I’m pulling my usual Monday evening shift at Dusty’s coffeeshop, knocking out the last of my writing for the week and keeping up my end of the editing loop. I’ve found that a double Americano or two suffices as fuel for my weekly column, which since the dawn of Triad City Beat has hovered at around 400 words.
I pulled the cover story this week — checkitout on page 12 — and so I spent Sunday in the office with Jordan Green, each of us making sentences at his own pace, with varying degrees of success.
On a day like that, knocking out copy and sipping on coffee with Jordan Green at my side and my editorial and sales staff out on the streets making it happen, it’s an easy thing to convince myself that it’s always been like this.
And in some ways, it has.
But really, it’s only been three years — exactly three, this week — since Green, Eric Ginsburg, Allen Broach and I set out to make the best freakin’ weekly newspaper the Triad has ever seen. Many have joined us in this journey, with serious gratitude going out to Jorge Maturino and Dick Gray, who for some reason have stuck around, even though I know they both suspect I am insane.
For me, the time at TCB has been measured in weekly editorial manifests and distribution routes, payrolls met and missed, new skills and habits with an eye towards the ultimate goal, turbocharged by the exhilaration of creating something out of thin air and enticing it finally, slowly, draw breath.
It’s fitting, I think, that on the occasion of our third anniversary we break a huge story. Green’s piece on local troublemakers got picked up by both the N&R and the Journal, as well as WFDD, the Charlotte Observer, littlegreenfootballs.com, a few Reddit threads and some others described in our inbound-link stats. He’s on page 6 this week.
The yahoos who met in Kernersville now have a federal investigation on their hands, which is as good a reminder as any of this true thing: If a publication like ours does not have an effect on the world around it, then it might as well not even exist.
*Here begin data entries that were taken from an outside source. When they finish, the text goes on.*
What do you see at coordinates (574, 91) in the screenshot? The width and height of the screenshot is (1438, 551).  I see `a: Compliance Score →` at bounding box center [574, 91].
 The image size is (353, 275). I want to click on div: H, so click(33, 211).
I believed when we started that there was a real need for TCB in the cities of the Triad. Exactly 157 issues later, I still believe.
Join the First Amendment Society, a membership that goes directly to funding TCB‘s newsroom.
We believe that reporting can save the world.
The TCB First Amendment Society recognizes the vital role of a free, unfettered press with a bundling of local experiences designed to build community, and unique engagements with our newsroom that will help you understand, and shape, local journalism’s critical role in uplifting the people in our cities.
All revenue goes directly into the newsroom as reporters’ salaries and freelance commissions.
Jordan’s piece was a scary reminder of what the real terrorist threat is in this country, and of how manifestly the current administration denies that this is the case. In terms of national security, this is like denying the law of gravity while in a windstorm atop a tall building with no guardrails.